June 1, 2010
A study by economists Henrik Cronqvist of Claremont McKenna College and Richard Thaler of the University of Chicago found that the Swedish government may have been misguided in steering investors away from the default fund. On average, investors who chose their own plans underperformed the default fund by 10 percent after three years, and by 15 percent after seven. The investors who selected their own funds, they found, tended to choose investments that were familiar to them from their daily lives, rather than build a diversified portfolio that was tailored to their financial interests. They put all their money into stocks, for example, while ignoring bonds and other assets. Many invested too heavily in Swedish stocks, or in their own companies, or in stocks that were hot at the time.

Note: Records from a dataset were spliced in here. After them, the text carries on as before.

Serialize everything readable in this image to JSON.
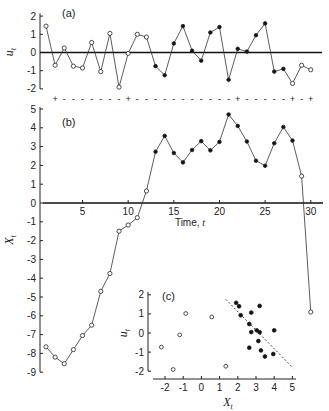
{
  "chart_data": [
    {
      "id": "a",
      "type": "line",
      "panel_label": "(a)",
      "xlabel": "",
      "ylabel": "u_t",
      "ylim": [
        -2,
        2
      ],
      "yticks": [
        2,
        1,
        0,
        -1,
        -2
      ],
      "x": [
        1,
        2,
        3,
        4,
        5,
        6,
        7,
        8,
        9,
        10,
        11,
        12,
        13,
        14,
        15,
        16,
        17,
        18,
        19,
        20,
        21,
        22,
        23,
        24,
        25,
        26,
        27,
        28,
        29,
        30
      ],
      "values": [
        1.45,
        -0.7,
        0.25,
        -0.75,
        -0.85,
        0.55,
        -1.05,
        1.05,
        -1.9,
        -0.05,
        1.0,
        0.85,
        -0.75,
        -1.25,
        0.5,
        1.45,
        0.1,
        -0.45,
        1.1,
        1.4,
        -1.5,
        0.2,
        0.05,
        0.95,
        1.6,
        -1.05,
        -0.9,
        -1.7,
        -0.7,
        -0.95
      ],
      "filled": [
        false,
        false,
        false,
        false,
        false,
        false,
        false,
        false,
        false,
        false,
        false,
        false,
        true,
        true,
        true,
        true,
        true,
        true,
        true,
        true,
        true,
        true,
        true,
        true,
        true,
        true,
        true,
        false,
        false,
        false
      ],
      "zero_line": true,
      "sign_row": {
        "t": [
          2,
          3,
          4,
          5,
          6,
          7,
          8,
          9,
          10,
          11,
          12,
          13,
          14,
          15,
          16,
          17,
          18,
          19,
          20,
          21,
          22,
          23,
          24,
          25,
          26,
          27,
          28,
          29,
          30
        ],
        "signs": [
          "+",
          "-",
          "-",
          "-",
          "-",
          "-",
          "-",
          "-",
          "+",
          "-",
          "-",
          "-",
          "-",
          "-",
          "-",
          "-",
          "-",
          "-",
          "-",
          "-",
          "+",
          "-",
          "-",
          "-",
          "-",
          "-",
          "+",
          "-",
          "+"
        ]
      }
    },
    {
      "id": "b",
      "type": "line",
      "panel_label": "(b)",
      "xlabel": "Time, t",
      "ylabel": "X_t",
      "ylim": [
        -9,
        5
      ],
      "yticks": [
        5,
        4,
        3,
        2,
        1,
        0,
        -1,
        -2,
        -3,
        -4,
        -5,
        -6,
        -7,
        -8,
        -9
      ],
      "xticks": [
        5,
        10,
        15,
        20,
        25,
        30
      ],
      "x": [
        1,
        2,
        3,
        4,
        5,
        6,
        7,
        8,
        9,
        10,
        11,
        12,
        13,
        14,
        15,
        16,
        17,
        18,
        19,
        20,
        21,
        22,
        23,
        24,
        25,
        26,
        27,
        28,
        29,
        30
      ],
      "values": [
        -7.65,
        -8.2,
        -8.55,
        -7.8,
        -7.05,
        -6.5,
        -4.7,
        -3.75,
        -1.5,
        -1.17,
        -0.78,
        0.64,
        2.73,
        3.57,
        2.66,
        2.16,
        2.82,
        3.29,
        2.8,
        3.25,
        4.71,
        4.1,
        3.27,
        2.25,
        1.98,
        3.18,
        4.04,
        3.32,
        1.43,
        -5.8
      ],
      "filled": [
        false,
        false,
        false,
        false,
        false,
        false,
        false,
        false,
        false,
        false,
        false,
        false,
        true,
        true,
        true,
        true,
        true,
        true,
        true,
        true,
        true,
        true,
        true,
        true,
        true,
        true,
        true,
        true,
        false,
        false
      ]
    },
    {
      "id": "c",
      "type": "scatter",
      "panel_label": "(c)",
      "xlabel": "X_t",
      "ylabel": "u_t",
      "xlim": [
        -2.5,
        5.2
      ],
      "ylim": [
        -2,
        2
      ],
      "xticks": [
        -2,
        -1,
        0,
        1,
        2,
        3,
        4,
        5
      ],
      "yticks": [
        2,
        1,
        0,
        -1,
        -2
      ],
      "series": [
        {
          "name": "open",
          "filled": false,
          "points": [
            [
              -2.2,
              -0.74
            ],
            [
              -1.55,
              -1.91
            ],
            [
              -1.19,
              -0.1
            ],
            [
              -0.86,
              1.02
            ],
            [
              0.57,
              0.84
            ],
            [
              1.34,
              -1.74
            ]
          ]
        },
        {
          "name": "filled",
          "filled": true,
          "points": [
            [
              1.91,
              1.58
            ],
            [
              2.07,
              1.4
            ],
            [
              2.16,
              0.93
            ],
            [
              2.74,
              1.07
            ],
            [
              2.63,
              0.47
            ],
            [
              2.74,
              0.05
            ],
            [
              2.63,
              -0.77
            ],
            [
              3.04,
              0.14
            ],
            [
              3.2,
              0.04
            ],
            [
              3.2,
              1.42
            ],
            [
              3.13,
              -0.42
            ],
            [
              3.27,
              -0.91
            ],
            [
              3.49,
              -1.23
            ],
            [
              4.0,
              0.14
            ],
            [
              3.95,
              -1.1
            ]
          ]
        }
      ],
      "dashed_line": [
        [
          1.34,
          1.76
        ],
        [
          5.05,
          -1.84
        ]
      ]
    }
  ]
}
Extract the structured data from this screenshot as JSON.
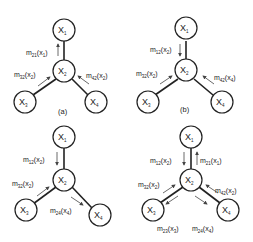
{
  "diagram": {
    "title": "",
    "panels": [
      {
        "id": "a",
        "caption": "(a)",
        "nodes": {
          "x1": {
            "label": "X",
            "sub": "1"
          },
          "x2": {
            "label": "X",
            "sub": "2"
          },
          "x3": {
            "label": "X",
            "sub": "3"
          },
          "x4": {
            "label": "X",
            "sub": "4"
          }
        },
        "messages": [
          {
            "m": "m",
            "msub": "21",
            "arg": "(x",
            "asub": "1",
            "close": ")",
            "from": "X2",
            "to": "X1"
          },
          {
            "m": "m",
            "msub": "32",
            "arg": "(x",
            "asub": "2",
            "close": ")",
            "from": "X3",
            "to": "X2"
          },
          {
            "m": "m",
            "msub": "42",
            "arg": "(x",
            "asub": "2",
            "close": ")",
            "from": "X4",
            "to": "X2"
          }
        ]
      },
      {
        "id": "b",
        "caption": "(b)",
        "nodes": {
          "x1": {
            "label": "X",
            "sub": "1"
          },
          "x2": {
            "label": "X",
            "sub": "2"
          },
          "x3": {
            "label": "X",
            "sub": "3"
          },
          "x4": {
            "label": "X",
            "sub": "4"
          }
        },
        "messages": [
          {
            "m": "m",
            "msub": "12",
            "arg": "(x",
            "asub": "2",
            "close": ")",
            "from": "X1",
            "to": "X2"
          },
          {
            "m": "m",
            "msub": "32",
            "arg": "(x",
            "asub": "2",
            "close": ")",
            "from": "X3",
            "to": "X2"
          },
          {
            "m": "m",
            "msub": "42",
            "arg": "(x",
            "asub": "4",
            "close": ")",
            "from": "X4",
            "to": "X2"
          }
        ]
      },
      {
        "id": "c",
        "caption": "",
        "nodes": {
          "x1": {
            "label": "X",
            "sub": "1"
          },
          "x2": {
            "label": "X",
            "sub": "2"
          },
          "x3": {
            "label": "X",
            "sub": "3"
          },
          "x4": {
            "label": "X",
            "sub": "4"
          }
        },
        "messages": [
          {
            "m": "m",
            "msub": "12",
            "arg": "(x",
            "asub": "2",
            "close": ")",
            "from": "X1",
            "to": "X2"
          },
          {
            "m": "m",
            "msub": "32",
            "arg": "(x",
            "asub": "2",
            "close": ")",
            "from": "X3",
            "to": "X2"
          },
          {
            "m": "m",
            "msub": "24",
            "arg": "(x",
            "asub": "4",
            "close": ")",
            "from": "X2",
            "to": "X4"
          }
        ]
      },
      {
        "id": "d",
        "caption": "",
        "nodes": {
          "x1": {
            "label": "X",
            "sub": "1"
          },
          "x2": {
            "label": "X",
            "sub": "2"
          },
          "x3": {
            "label": "X",
            "sub": "3"
          },
          "x4": {
            "label": "X",
            "sub": "4"
          }
        },
        "messages": [
          {
            "m": "m",
            "msub": "12",
            "arg": "(x",
            "asub": "2",
            "close": ")",
            "from": "X1",
            "to": "X2"
          },
          {
            "m": "m",
            "msub": "21",
            "arg": "(x",
            "asub": "1",
            "close": ")",
            "from": "X2",
            "to": "X1"
          },
          {
            "m": "m",
            "msub": "32",
            "arg": "(x",
            "asub": "2",
            "close": ")",
            "from": "X3",
            "to": "X2"
          },
          {
            "m": "m",
            "msub": "42",
            "arg": "(x",
            "asub": "2",
            "close": ")",
            "from": "X4",
            "to": "X2"
          },
          {
            "m": "m",
            "msub": "23",
            "arg": "(x",
            "asub": "3",
            "close": ")",
            "from": "X2",
            "to": "X3"
          },
          {
            "m": "m",
            "msub": "24",
            "arg": "(x",
            "asub": "4",
            "close": ")",
            "from": "X2",
            "to": "X4"
          }
        ]
      }
    ]
  }
}
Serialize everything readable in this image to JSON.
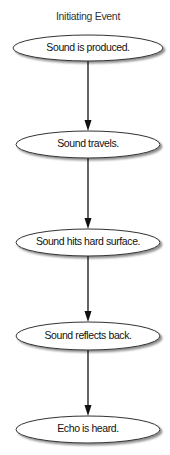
{
  "diagram": {
    "title": "Initiating Event",
    "nodes": [
      {
        "label": "Sound is produced."
      },
      {
        "label": "Sound travels."
      },
      {
        "label": "Sound hits hard surface."
      },
      {
        "label": "Sound reflects back."
      },
      {
        "label": "Echo is heard."
      }
    ],
    "edges": [
      {
        "from": 0,
        "to": 1
      },
      {
        "from": 1,
        "to": 2
      },
      {
        "from": 2,
        "to": 3
      },
      {
        "from": 3,
        "to": 4
      }
    ],
    "colors": {
      "node_fill": "#ffffff",
      "node_stroke": "#333333",
      "node_shadow": "#b0b0b0",
      "edge": "#111111",
      "text": "#111111"
    }
  }
}
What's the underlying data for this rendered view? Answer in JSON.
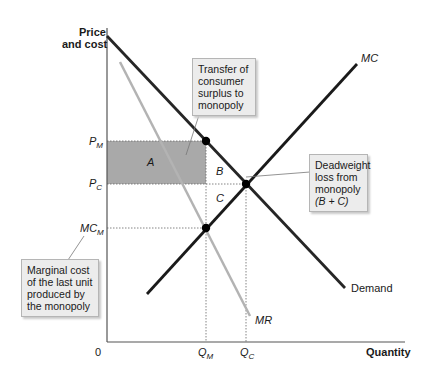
{
  "axes": {
    "y_label_line1": "Price",
    "y_label_line2": "and cost",
    "x_label": "Quantity",
    "origin": "0"
  },
  "y_ticks": {
    "pm": {
      "main": "P",
      "sub": "M"
    },
    "pc": {
      "main": "P",
      "sub": "C"
    },
    "mcm": {
      "main": "MC",
      "sub": "M"
    }
  },
  "x_ticks": {
    "qm": {
      "main": "Q",
      "sub": "M"
    },
    "qc": {
      "main": "Q",
      "sub": "C"
    }
  },
  "curves": {
    "demand": "Demand",
    "mc": "MC",
    "mr": "MR"
  },
  "regions": {
    "a": "A",
    "b": "B",
    "c": "C"
  },
  "callouts": {
    "transfer": [
      "Transfer of",
      "consumer",
      "surplus to",
      "monopoly"
    ],
    "deadweight": [
      "Deadweight",
      "loss from",
      "monopoly",
      "(B + C)"
    ],
    "marginal": [
      "Marginal cost",
      "of the last unit",
      "produced by",
      "the monopoly"
    ]
  },
  "colors": {
    "demand": "#262626",
    "mc": "#1a1a1a",
    "mr": "#b3b3b3",
    "shaded": "#a9a9a9",
    "callout_bg": "#ececec"
  }
}
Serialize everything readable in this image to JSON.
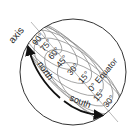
{
  "diagram": {
    "title_label": "axis",
    "direction_labels": {
      "north": "north",
      "south": "south"
    },
    "latitude_labels": [
      {
        "label": "90°"
      },
      {
        "label": "75°"
      },
      {
        "label": "60°"
      },
      {
        "label": "45°"
      },
      {
        "label": "30°"
      },
      {
        "label": "15°"
      },
      {
        "label": "0° Equator"
      },
      {
        "label": "15°"
      },
      {
        "label": "30°"
      }
    ],
    "colors": {
      "outline": "#333333",
      "latitude_lines": "#777777",
      "arrows": "#111111",
      "text": "#222222"
    }
  }
}
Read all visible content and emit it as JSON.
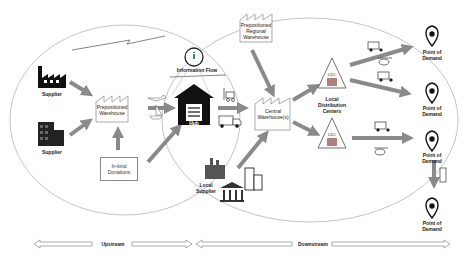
{
  "nodes": {
    "supplier_top": "Supplier",
    "supplier_bottom": "Supplier",
    "prepositioned_warehouse": "Prepositioned Warehouse",
    "inkind_donations": "In-kind Donations",
    "information_flow": "Information Flow",
    "info_icon": "i",
    "hub": "Hub",
    "prepositioned_regional_warehouse": "Prepositioned Regional Warehouse",
    "central_warehouse": "Central Warehouse(s)",
    "local_supplier": "Local Supplier",
    "ldc_top": "LDC",
    "ldc_bottom": "LDC",
    "local_distribution_centers": "Local Distribution Centers",
    "pod_1": "Point of Demand",
    "pod_2": "Point of Demand",
    "pod_3": "Point of Demand",
    "pod_4": "Point of Demand"
  },
  "bottom_axis": {
    "upstream": "Upstream",
    "downstream": "Downstream"
  },
  "colors": {
    "arrow": "#8a8a8a",
    "ellipse": "#999999",
    "icon": "#111111"
  }
}
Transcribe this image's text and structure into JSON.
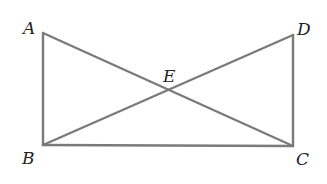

Politically, findings like these lead Iyengar and other behavioral economists toward a soft paternalism. By setting sensible defaults and doing nothing to actively discourage people from choosing those defaults, they say, experts and bureaucrats can help the average person meet his needs better than he could himself, if left to his own devices.
These arguments, of course, run counter to traditional economic thought. A mainstream, neoclassical economist would argue that there should be no “default options” chosen from above. Allow every retirement fund to vie for the attention of investors on equal footing, mainstream economic theory says, and competition will drive down prices and eliminate inferior products. Default options will only lead to distortions and inefficiency. If there are specific instances in which a single expert or group of experts knows more than the rest of the market, those cases are the exceptions, not the rule. The track record of government-appointed money managers, after all, is far from perfect. Just look, for example, at how poorly state and local pension assets have performed in the U.S. over the past few years.
Furthermore, a mainstream economist would argue in response to the Sweden example, seven years of returns from a single investment fund aren't enough to prove anything. Indeed, it's ludicrous to think that experimental results or cases studies could “prove” anything at all in economics, as they do in the natural sciences. The country of Sweden has nothing even approaching the controlled, replicable conditions of a chemistry or physics lab. From politics to education to cultural norms, there are simply too many variables at play. It is therefore best to ask what a rational person would do in any given situation, and use that as a best first guess for the future, not some rule of thumb drawn from dubious experimental results.
Because of caveats like these, behavioral economics remains an interesting corollary to the neoclassical mainstream, rather than the basis for a wholesale paradigm shift. But that won't stop businesspeople from trying to put findings like Iyengar’s into practice. Indeed, as the author notes, the head of Fidelity Research told her that he took her jam study as a sign that his financial services company needs to narrow down the selection of more than 4,500 mutual funds it offers to clients. One executive at McKinsey, a management consulting firm, said he used her findings to create his company's “3x3 rule,” which stipulates that potential clients first choose from a selection of three choices, then another set of three choices, followed by no more than a third set of three choices during sales pitches.
If Iyengar's book strikes a chord, others will surely follow.